Diverges from the Supreme Court’s Kelo Decision: That’s what Board of County Com’rs of Muskogee County v. Lowery, 2006 WL 1233934 (Okla.), decided last Tuesday, appears to hold. I haven’t read the whole opinion yet, but here’s what seems to be a key excerpt (some paragraph breaks added):
To the extent that our determination may be interpreted as inconsistent with the U.S. Supreme Court’s holding in Kelo v. City of New London, today’s pronouncement is reached on the basis of Oklahoma’s own special constitutional eminent domain provisions, Art. 2, ยงยง 23 & 24 of the Oklahoma Constitution, which we conclude provide private property protection to Oklahoma citizens beyond that which is afforded them by the Fifth Amendment to the U.S. Constitution.
In other words, we determine that our state constitutional eminent domain provisions place more stringent limitation on governmental eminent domain power than the limitations imposed by the Fifth Amendment of the U.S. Constitution. We join other jurisdictions including Arizona, Arkansas, Florida, Illinois, South Carolina, Michigan, and Maine, which have reached similar determinations on state constitutional grounds. Other states have similarly restricted the government’s eminent domain power through state statute.
While the Takings Clause of the U.S. Constitution provides “nor shall private property be taken for public use without just compensation,” the Oklahoma Constitution places further restrictions by expressly stating “[n]o private property shall be taken or damaged for private use, with or without compensation.” That constitutional provision additionally expressly lists the exceptions for common law easements by necessity and drains for agricultural, mining and sanitary purposes. The proposed purpose of economic development, with its incidental enhancement of tax and employment benefits to the surrounding community, clearly does not fall within any of these categories of express constitutional exceptions to the general rule against the taking of private property for private use.
To permit the inclusion of economic development alone in the category of “public use” or “public purpose” would blur the line between “public” and “private” so as to render our constitutional limitations on the power of eminent domain a nullity. If property ownership in Oklahoma is to remain what the framers of our Constitution intended it to be, this we must not do.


TASK INSTRUCTIONS: For this exercise, restate the data below with no change at all.

SUPPLIED MATERIAL:
##############################
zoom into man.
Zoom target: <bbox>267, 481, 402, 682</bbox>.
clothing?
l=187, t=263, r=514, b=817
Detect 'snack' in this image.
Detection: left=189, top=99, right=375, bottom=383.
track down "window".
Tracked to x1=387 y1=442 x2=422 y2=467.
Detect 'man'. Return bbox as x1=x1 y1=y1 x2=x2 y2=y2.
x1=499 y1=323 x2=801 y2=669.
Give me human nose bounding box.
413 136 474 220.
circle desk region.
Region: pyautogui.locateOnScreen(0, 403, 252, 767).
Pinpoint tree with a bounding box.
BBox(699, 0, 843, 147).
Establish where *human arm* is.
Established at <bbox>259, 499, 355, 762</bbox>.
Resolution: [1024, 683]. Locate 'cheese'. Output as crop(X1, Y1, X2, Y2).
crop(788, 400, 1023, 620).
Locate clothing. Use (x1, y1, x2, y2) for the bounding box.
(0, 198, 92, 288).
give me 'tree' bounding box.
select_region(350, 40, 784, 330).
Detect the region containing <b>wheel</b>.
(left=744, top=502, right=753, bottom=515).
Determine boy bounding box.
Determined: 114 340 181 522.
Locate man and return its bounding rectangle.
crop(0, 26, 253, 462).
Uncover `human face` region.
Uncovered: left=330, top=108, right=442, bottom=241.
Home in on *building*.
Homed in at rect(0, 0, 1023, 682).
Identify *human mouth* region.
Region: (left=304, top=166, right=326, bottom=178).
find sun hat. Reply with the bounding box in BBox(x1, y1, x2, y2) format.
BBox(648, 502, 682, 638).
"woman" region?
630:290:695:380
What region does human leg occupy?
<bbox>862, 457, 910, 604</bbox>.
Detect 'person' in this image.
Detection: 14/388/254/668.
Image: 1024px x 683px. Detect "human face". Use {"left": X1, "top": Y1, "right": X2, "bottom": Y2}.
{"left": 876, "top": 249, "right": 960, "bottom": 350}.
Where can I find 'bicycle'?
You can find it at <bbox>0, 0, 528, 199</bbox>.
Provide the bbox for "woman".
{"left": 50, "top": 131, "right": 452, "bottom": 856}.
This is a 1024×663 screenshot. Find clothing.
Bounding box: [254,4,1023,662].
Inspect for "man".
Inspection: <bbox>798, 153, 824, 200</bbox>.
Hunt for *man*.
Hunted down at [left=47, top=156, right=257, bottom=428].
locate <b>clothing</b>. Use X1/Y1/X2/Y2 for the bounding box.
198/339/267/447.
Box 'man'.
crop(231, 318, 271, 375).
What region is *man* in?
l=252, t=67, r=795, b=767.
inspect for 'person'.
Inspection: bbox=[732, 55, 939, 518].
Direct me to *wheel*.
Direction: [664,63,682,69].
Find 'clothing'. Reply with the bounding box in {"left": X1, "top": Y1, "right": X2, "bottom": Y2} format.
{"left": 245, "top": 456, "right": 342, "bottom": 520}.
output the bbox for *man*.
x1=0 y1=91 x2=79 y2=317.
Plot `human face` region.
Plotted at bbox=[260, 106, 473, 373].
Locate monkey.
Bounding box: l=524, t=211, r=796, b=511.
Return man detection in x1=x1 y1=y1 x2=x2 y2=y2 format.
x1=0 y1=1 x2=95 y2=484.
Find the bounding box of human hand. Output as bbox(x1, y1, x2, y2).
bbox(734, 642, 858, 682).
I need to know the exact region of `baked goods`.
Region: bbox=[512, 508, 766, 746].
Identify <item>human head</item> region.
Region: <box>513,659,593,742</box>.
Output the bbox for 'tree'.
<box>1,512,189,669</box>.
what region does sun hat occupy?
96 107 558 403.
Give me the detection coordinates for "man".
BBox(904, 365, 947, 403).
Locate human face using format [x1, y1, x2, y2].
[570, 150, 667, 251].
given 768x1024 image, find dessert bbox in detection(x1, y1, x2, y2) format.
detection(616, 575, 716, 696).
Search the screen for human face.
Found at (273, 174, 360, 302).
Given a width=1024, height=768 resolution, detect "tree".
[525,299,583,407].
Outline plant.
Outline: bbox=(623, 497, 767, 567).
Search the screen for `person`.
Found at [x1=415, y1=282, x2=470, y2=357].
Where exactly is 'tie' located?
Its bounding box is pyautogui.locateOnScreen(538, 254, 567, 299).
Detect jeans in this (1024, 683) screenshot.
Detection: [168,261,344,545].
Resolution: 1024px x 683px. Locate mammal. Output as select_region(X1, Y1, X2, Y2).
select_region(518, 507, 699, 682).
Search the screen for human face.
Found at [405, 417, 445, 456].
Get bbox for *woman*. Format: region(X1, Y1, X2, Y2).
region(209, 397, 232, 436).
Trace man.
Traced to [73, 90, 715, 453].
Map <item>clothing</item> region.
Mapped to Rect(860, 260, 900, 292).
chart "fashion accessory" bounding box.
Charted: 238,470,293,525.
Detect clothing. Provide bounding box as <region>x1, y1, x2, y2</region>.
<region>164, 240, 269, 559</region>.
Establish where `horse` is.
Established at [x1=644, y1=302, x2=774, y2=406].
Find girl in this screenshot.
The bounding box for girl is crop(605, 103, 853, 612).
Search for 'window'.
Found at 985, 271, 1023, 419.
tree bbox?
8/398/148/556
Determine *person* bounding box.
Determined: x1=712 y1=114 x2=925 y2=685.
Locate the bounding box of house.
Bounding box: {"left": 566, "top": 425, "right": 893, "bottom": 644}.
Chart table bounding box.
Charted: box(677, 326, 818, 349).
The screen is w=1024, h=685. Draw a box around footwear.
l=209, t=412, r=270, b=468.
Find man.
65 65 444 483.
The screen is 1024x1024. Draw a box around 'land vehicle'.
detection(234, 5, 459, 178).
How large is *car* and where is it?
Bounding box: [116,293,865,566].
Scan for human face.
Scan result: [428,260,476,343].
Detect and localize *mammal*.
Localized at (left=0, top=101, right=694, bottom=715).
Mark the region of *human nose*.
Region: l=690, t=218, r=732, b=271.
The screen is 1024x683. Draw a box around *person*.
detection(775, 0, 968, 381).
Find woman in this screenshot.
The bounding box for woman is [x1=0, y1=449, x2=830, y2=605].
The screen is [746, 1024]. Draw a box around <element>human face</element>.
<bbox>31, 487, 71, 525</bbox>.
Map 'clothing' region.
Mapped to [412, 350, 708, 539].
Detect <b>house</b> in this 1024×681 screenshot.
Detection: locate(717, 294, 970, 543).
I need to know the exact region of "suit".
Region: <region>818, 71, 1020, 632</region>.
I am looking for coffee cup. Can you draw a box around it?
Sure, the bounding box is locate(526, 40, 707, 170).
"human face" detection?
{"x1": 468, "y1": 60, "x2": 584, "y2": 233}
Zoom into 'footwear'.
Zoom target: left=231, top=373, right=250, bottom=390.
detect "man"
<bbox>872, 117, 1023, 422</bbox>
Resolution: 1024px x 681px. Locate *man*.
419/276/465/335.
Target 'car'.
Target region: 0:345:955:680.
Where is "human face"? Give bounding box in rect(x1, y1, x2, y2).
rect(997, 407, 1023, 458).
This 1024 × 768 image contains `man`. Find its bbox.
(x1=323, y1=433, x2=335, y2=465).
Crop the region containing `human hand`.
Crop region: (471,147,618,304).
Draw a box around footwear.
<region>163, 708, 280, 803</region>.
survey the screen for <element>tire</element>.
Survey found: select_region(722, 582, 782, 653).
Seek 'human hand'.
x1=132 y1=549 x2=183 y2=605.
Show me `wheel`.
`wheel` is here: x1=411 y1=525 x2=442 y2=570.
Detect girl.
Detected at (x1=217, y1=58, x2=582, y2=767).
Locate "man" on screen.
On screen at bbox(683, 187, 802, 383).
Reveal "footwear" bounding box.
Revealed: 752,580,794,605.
##############################
RESPONSE AREA:
zoom into man.
Zoom target: <bbox>267, 481, 402, 682</bbox>.
clothing?
l=187, t=263, r=514, b=817
Detect 'snack' in this image.
Detection: left=189, top=99, right=375, bottom=383.
track down "window".
Tracked to x1=387 y1=442 x2=422 y2=467.
Detect 'man'. Return bbox as x1=x1 y1=y1 x2=x2 y2=y2.
x1=499 y1=323 x2=801 y2=669.
Give me human nose bounding box.
413 136 474 220.
circle desk region.
Region: pyautogui.locateOnScreen(0, 403, 252, 767).
Pinpoint tree with a bounding box.
BBox(699, 0, 843, 147).
Establish where *human arm* is.
Established at <bbox>259, 499, 355, 762</bbox>.
Resolution: [1024, 683]. Locate 'cheese'. Output as crop(X1, Y1, X2, Y2).
crop(788, 400, 1023, 620).
Locate clothing. Use (x1, y1, x2, y2) for the bounding box.
(0, 198, 92, 288).
give me 'tree' bounding box.
select_region(350, 40, 784, 330).
Detect the region containing <b>wheel</b>.
(left=744, top=502, right=753, bottom=515).
Determine boy bounding box.
Determined: 114 340 181 522.
Locate man and return its bounding rectangle.
crop(0, 26, 253, 462).
Uncover `human face` region.
Uncovered: left=330, top=108, right=442, bottom=241.
Home in on *building*.
Homed in at rect(0, 0, 1023, 682).
Identify *human mouth* region.
Region: (left=304, top=166, right=326, bottom=178).
find sun hat. Reply with the bounding box in BBox(x1, y1, x2, y2) format.
BBox(648, 502, 682, 638).
"woman" region?
630:290:695:380
What region does human leg occupy?
<bbox>862, 457, 910, 604</bbox>.
Detect 'person' in this image.
Detection: 14/388/254/668.
Image: 1024px x 683px. Detect "human face". Use {"left": X1, "top": Y1, "right": X2, "bottom": Y2}.
{"left": 876, "top": 249, "right": 960, "bottom": 350}.
Where can I find 'bicycle'?
You can find it at <bbox>0, 0, 528, 199</bbox>.
Provide the bbox for "woman".
{"left": 50, "top": 131, "right": 452, "bottom": 856}.
This is a 1024×663 screenshot. Find clothing.
Bounding box: [254,4,1023,662].
Inspect for "man".
Inspection: <bbox>798, 153, 824, 200</bbox>.
Hunt for *man*.
Hunted down at [left=47, top=156, right=257, bottom=428].
locate <b>clothing</b>. Use X1/Y1/X2/Y2 for the bounding box.
198/339/267/447.
Box 'man'.
crop(231, 318, 271, 375).
What region is *man* in?
l=252, t=67, r=795, b=767.
inspect for 'person'.
Inspection: bbox=[732, 55, 939, 518].
Direct me to *wheel*.
Direction: [664,63,682,69].
Find 'clothing'. Reply with the bounding box in {"left": X1, "top": Y1, "right": X2, "bottom": Y2} format.
{"left": 245, "top": 456, "right": 342, "bottom": 520}.
output the bbox for *man*.
x1=0 y1=91 x2=79 y2=317.
Plot `human face` region.
Plotted at bbox=[260, 106, 473, 373].
Locate monkey.
Bounding box: l=524, t=211, r=796, b=511.
Return man detection in x1=x1 y1=y1 x2=x2 y2=y2 format.
x1=0 y1=1 x2=95 y2=484.
Find the bounding box of human hand. Output as bbox(x1, y1, x2, y2).
bbox(734, 642, 858, 682).
I need to know the exact region of `baked goods`.
Region: bbox=[512, 508, 766, 746].
Identify <item>human head</item> region.
Region: <box>513,659,593,742</box>.
Output the bbox for 'tree'.
<box>1,512,189,669</box>.
what region does sun hat occupy?
96 107 558 403.
Give me the detection coordinates for "man".
BBox(904, 365, 947, 403).
Locate human face using format [x1, y1, x2, y2].
[570, 150, 667, 251].
given 768x1024 image, find dessert bbox in detection(x1, y1, x2, y2) format.
detection(616, 575, 716, 696).
Search the screen for human face.
Found at (273, 174, 360, 302).
Given a width=1024, height=768 resolution, detect "tree".
[525,299,583,407].
Outline plant.
Outline: bbox=(623, 497, 767, 567).
Search the screen for `person`.
Found at [x1=415, y1=282, x2=470, y2=357].
Where exactly is 'tie' located?
Its bounding box is pyautogui.locateOnScreen(538, 254, 567, 299).
Detect jeans in this (1024, 683) screenshot.
Detection: [168,261,344,545].
Resolution: 1024px x 683px. Locate mammal. Output as select_region(X1, Y1, X2, Y2).
select_region(518, 507, 699, 682).
Search the screen for human face.
Found at [405, 417, 445, 456].
Get bbox for *woman*. Format: region(X1, Y1, X2, Y2).
region(209, 397, 232, 436).
Trace man.
Traced to [73, 90, 715, 453].
Map <item>clothing</item> region.
Mapped to Rect(860, 260, 900, 292).
chart "fashion accessory" bounding box.
Charted: 238,470,293,525.
Detect clothing. Provide bounding box as <region>x1, y1, x2, y2</region>.
<region>164, 240, 269, 559</region>.
Establish where `horse` is.
Established at [x1=644, y1=302, x2=774, y2=406].
Find girl in this screenshot.
The bounding box for girl is crop(605, 103, 853, 612).
Search for 'window'.
Found at 985, 271, 1023, 419.
tree bbox?
8/398/148/556
Determine *person* bounding box.
Determined: x1=712 y1=114 x2=925 y2=685.
Locate the bounding box of house.
Bounding box: {"left": 566, "top": 425, "right": 893, "bottom": 644}.
Chart table bounding box.
Charted: box(677, 326, 818, 349).
The screen is w=1024, h=685. Draw a box around footwear.
l=209, t=412, r=270, b=468.
Find man.
65 65 444 483.
The screen is 1024x1024. Draw a box around 'land vehicle'.
detection(234, 5, 459, 178).
How large is *car* and where is it?
Bounding box: [116,293,865,566].
Scan for human face.
Scan result: [428,260,476,343].
Detect and localize *mammal*.
Localized at (left=0, top=101, right=694, bottom=715).
Mark the region of *human nose*.
Region: l=690, t=218, r=732, b=271.
The screen is 1024x683. Draw a box around *person*.
detection(775, 0, 968, 381).
Find woman in this screenshot.
The bounding box for woman is [x1=0, y1=449, x2=830, y2=605].
The screen is [746, 1024]. Draw a box around <element>human face</element>.
<bbox>31, 487, 71, 525</bbox>.
Map 'clothing' region.
Mapped to [412, 350, 708, 539].
Detect <b>house</b> in this 1024×681 screenshot.
Detection: locate(717, 294, 970, 543).
I need to know the exact region of "suit".
Region: <region>818, 71, 1020, 632</region>.
I am looking for coffee cup. Can you draw a box around it?
Sure, the bounding box is locate(526, 40, 707, 170).
"human face" detection?
{"x1": 468, "y1": 60, "x2": 584, "y2": 233}
Zoom into 'footwear'.
Zoom target: left=231, top=373, right=250, bottom=390.
detect "man"
<bbox>872, 117, 1023, 422</bbox>
Resolution: 1024px x 681px. Locate *man*.
419/276/465/335.
Target 'car'.
Target region: 0:345:955:680.
Where is "human face"? Give bounding box in rect(x1, y1, x2, y2).
rect(997, 407, 1023, 458).
This 1024 × 768 image contains `man`. Find its bbox.
(x1=323, y1=433, x2=335, y2=465).
Crop the region containing `human hand`.
Crop region: (471,147,618,304).
Draw a box around footwear.
<region>163, 708, 280, 803</region>.
survey the screen for <element>tire</element>.
Survey found: select_region(722, 582, 782, 653).
Seek 'human hand'.
x1=132 y1=549 x2=183 y2=605.
Show me `wheel`.
`wheel` is here: x1=411 y1=525 x2=442 y2=570.
Detect girl.
Detected at (x1=217, y1=58, x2=582, y2=767).
Locate "man" on screen.
On screen at bbox(683, 187, 802, 383).
Reveal "footwear" bounding box.
Revealed: 752,580,794,605.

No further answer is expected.